Tearing off his jacket and necktie, he addressed the strikers in his shirtsleeves, once from his open car, several times at strike headquarters in nearby Mydosch Hall. “I told them they were Poles and had suffered much at the hands of Russia, and that I was an Irishman and my people had suffered at the hands of England.” He mentioned their common Catholicism, his pro-labor reputation, and then accompanied the strike committee to a meeting he’d arranged with Gifford and General Superintendent George Hennessey at the Standard works.
But Gifford and Hennessey refused to “treat” with the men until after they’d returned to work, and the strike continued. So did the violence. Kinkead had a close call himself. While chasing away a group of teenage boys who’d come by to watch a riot, he noticed a company guard on the Standard’s wall aiming a rifle at him. Kinkead ducked, and a striker standing beside him was shot and killed.
After Governor Sadler turned down his request for state militia, Sheriff Kinkead comported himself during the last days of the strike like a dime-novel Wild West lawman. Taking along deputies and Bayonne police officers, he barged into the Standard and Tidewater plants and arrested scores of guards and mercenaries, including Pearl Bergoff. Loudly denouncing them as “paid assassins in the employ of big business,” he made certain the strikers watched as they all were pushed into paddy wagons.
But his next piece of theatrics came as a disillusioning surprise to the strikers who had cheered the arrests and were referring to Kinkead now as “godfather.”
On the morning of July 26, he accosted the chairman of the strike committee outside the gates of the Standard and beat him savagely. Jeremiah Baly was a 22-year-old Socialist from Elizabeth, who’d been passing himself off as a refinery worker. He’d gone to Bayonne while on paid vacation from his job at the Singer sewing machine factory, initially to show support for the workers. Kinkead used Baly’s deception to splinter and invalidate the strike committee and to put himself in absolute charge, although his anger at being fooled seemed genuine.
With Baly now jailed (later, and very publicly, Kinkead would put him on a ferry, banishing him from the city), the sheriff returned to Mydosch Hall that evening. He directed two deputies to unfurl an enormous American flag, and when that got the strikers cheering, as he’d expected, he stepped forward and ordered them all back to work in the name of the United States, the flag, and himself. And the following morning, they went back—but not before Kinkead, once again in shirtsleeves, beat up a worker who seemed to be hesitating by the front gate. “I staged the whole affair,” he later boasted. “I dramatized the situation that confronted me.”
Even though a report issued months later by the United States Commission on Industrial Relations called the strike’s collapse “a complete victory for the Standard Oil Company,” wages for workers at the plant subsequently were raised, meagerly but raised: 10% for those earning up to $2.50 a day, and twenty-five cents for those who earned more. The most abusive foremen were removed.

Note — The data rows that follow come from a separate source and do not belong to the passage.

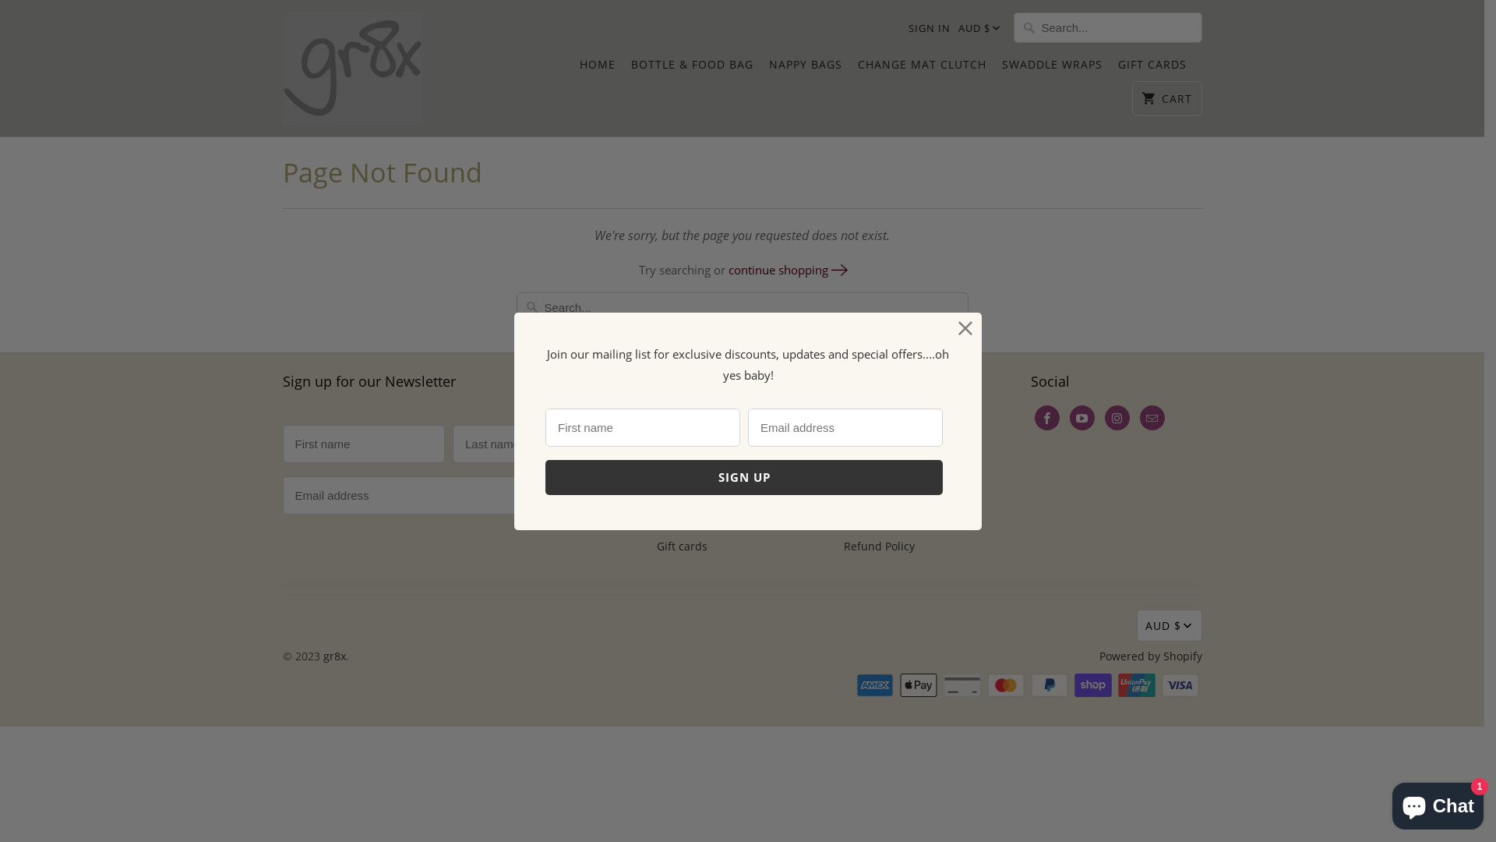 This screenshot has height=842, width=1496. Describe the element at coordinates (1150, 656) in the screenshot. I see `Powered by Shopify` at that location.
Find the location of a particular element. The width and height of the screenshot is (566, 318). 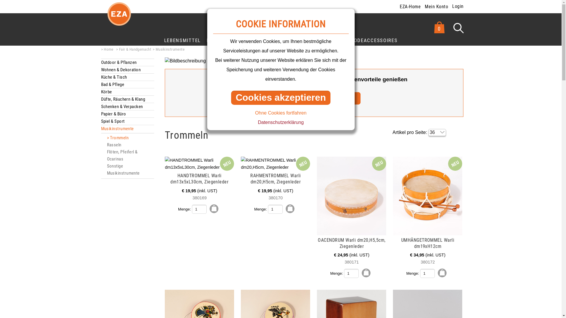

Fair & Handgemacht is located at coordinates (134, 50).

A grand jury convened in the wake of the strike, but no indictments were handed down.
Fifteen months later another, equally violent strike broke out at Bayonne’s Standard Oil plant. But Eugene Kinkead wasn’t involved in that one. During World War I, he was commissioned as a major and served in military intelligence. In the years that followed, he became a successful banker and bank president. He died in 1960.
Pearl Bergoff died in 1947, after breaking 300 strikes during his career and reputedly earning $10,000,000 doing it.